Weekend anglers targeting the Snake itself should focus on canyon section water for better clarity. Current seams, eddy lines, and the slower water behind mid-channel boulders are the structural features to work with nymphing and downstream-swing presentations at this flow level.
Context
Mid-June on the Snake and Salmon Rivers typically marks the transition from peak-runoff turbidity to the low, clear summer flows that define this region's fishing character. Flows of 10,300 cfs on the Snake are moderately elevated — consistent with active snowmelt still draining from the Bitterroot and Sawtooth ranges — but not unusual for the calendar date. The 55°F water temperature is on schedule for a healthy mid-June baseline.
The broader western context is worth noting. Wired 2 Fish is reporting major fish kills across reservoir systems from sustained drought, including the complete loss of Arizona's San Carlos Lake fishery, and Hatch Magazine's trout-drought guide describes mounting pressure on western rivers as summer heat accelerates. The Snake and Salmon are river-fed rather than reservoir-dependent through their productive upper reaches, which provides more resilience against the sudden dissolved-oxygen crashes that hit standing water.

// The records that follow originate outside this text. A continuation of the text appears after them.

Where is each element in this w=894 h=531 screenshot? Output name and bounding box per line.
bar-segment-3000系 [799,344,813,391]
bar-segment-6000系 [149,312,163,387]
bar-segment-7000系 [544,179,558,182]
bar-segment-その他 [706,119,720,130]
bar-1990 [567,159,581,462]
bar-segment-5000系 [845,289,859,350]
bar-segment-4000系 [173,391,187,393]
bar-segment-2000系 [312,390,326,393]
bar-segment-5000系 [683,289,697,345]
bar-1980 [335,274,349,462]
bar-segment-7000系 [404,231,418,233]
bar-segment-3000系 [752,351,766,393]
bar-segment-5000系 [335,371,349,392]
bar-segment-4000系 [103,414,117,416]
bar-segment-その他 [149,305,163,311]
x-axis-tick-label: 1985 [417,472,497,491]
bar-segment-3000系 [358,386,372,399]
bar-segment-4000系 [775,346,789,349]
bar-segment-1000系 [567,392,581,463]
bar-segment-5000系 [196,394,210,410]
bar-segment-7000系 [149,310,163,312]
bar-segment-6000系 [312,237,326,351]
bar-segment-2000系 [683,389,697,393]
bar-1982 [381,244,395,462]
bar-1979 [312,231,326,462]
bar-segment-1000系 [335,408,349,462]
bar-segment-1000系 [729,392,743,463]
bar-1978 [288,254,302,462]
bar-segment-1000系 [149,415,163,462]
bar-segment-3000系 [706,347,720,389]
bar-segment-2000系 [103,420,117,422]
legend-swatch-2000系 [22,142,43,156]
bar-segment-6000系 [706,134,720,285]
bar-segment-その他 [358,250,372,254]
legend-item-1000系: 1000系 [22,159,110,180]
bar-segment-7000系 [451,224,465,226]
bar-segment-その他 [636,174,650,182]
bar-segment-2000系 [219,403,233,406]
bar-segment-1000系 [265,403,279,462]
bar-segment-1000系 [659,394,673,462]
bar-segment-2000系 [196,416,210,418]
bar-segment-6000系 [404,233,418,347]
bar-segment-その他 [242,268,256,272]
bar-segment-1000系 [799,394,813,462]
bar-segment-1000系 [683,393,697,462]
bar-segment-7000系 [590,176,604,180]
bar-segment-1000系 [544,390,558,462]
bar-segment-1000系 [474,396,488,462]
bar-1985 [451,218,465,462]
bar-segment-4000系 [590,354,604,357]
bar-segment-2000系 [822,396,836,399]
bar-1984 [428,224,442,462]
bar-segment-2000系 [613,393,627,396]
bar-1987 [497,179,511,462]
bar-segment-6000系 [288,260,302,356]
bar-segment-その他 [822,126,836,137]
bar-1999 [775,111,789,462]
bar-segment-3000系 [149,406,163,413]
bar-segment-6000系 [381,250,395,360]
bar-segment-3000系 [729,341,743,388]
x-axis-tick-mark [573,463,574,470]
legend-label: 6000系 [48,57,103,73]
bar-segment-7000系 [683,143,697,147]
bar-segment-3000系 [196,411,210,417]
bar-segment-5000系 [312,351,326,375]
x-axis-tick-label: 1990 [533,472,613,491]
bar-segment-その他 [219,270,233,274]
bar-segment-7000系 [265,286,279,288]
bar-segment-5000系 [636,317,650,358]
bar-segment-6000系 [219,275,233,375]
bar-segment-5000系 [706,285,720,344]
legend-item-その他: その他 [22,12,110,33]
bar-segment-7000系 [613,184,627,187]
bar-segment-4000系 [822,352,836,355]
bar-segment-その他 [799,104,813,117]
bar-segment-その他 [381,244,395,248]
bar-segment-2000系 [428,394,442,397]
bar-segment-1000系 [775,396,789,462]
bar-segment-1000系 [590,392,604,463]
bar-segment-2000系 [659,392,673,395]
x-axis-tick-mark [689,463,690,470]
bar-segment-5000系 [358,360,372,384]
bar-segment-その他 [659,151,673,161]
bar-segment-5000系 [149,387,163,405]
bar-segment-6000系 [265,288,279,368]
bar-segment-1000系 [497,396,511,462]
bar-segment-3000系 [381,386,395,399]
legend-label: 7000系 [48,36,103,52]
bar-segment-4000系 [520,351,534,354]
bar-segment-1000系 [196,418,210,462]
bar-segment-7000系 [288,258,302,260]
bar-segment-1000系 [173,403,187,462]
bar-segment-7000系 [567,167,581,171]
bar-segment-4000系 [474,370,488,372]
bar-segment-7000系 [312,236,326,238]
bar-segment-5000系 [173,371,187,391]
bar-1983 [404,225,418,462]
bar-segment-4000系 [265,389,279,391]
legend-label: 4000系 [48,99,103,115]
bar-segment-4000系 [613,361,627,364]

The risk window to monitor is late summer: if August air temperatures push upper Snake and Salmon tributary readings into the mid- to upper-60s, voluntary hoot-owl-style early-morning closures become relevant, as Field & Stream's temperature guide outlines for stressed western trout fisheries.
Trout Unlimited's ongoing Pacific Northwest work — their recent coverage includes Wallowa Lake's lost sockeye restoration, a Snake River drainage system in northeastern Oregon — reflects the sustained conservation investment that underlies the region's recovering Chinook and steelhead returns. Those returns matter directly to the Salmon River fishery; stronger wild runs supplement the hatchery fish that anchor the recreational summer steelhead season.
No year-over-year angler-reported comparisons from previous Junes are available in the current intel feeds for this specific reach. What can be said honestly: 55°F water, elevated but fishable flows, and a date in the second week of June place conditions exactly where they should be for mid-season on these rivers. The picture is normal to favorable — a meaningful contrast against the drought-stressed reservoir fisheries being reported farther south and west.
This report is synthesized by Hooked Fisherman from real-time NOAA buoy data, USGS stream gauges, and current reports across regional fishing blogs, captain updates, and angler forums. Source names are cited inline where they appear. Check local regulations before keeping fish. Never trust a single source for a trip decision.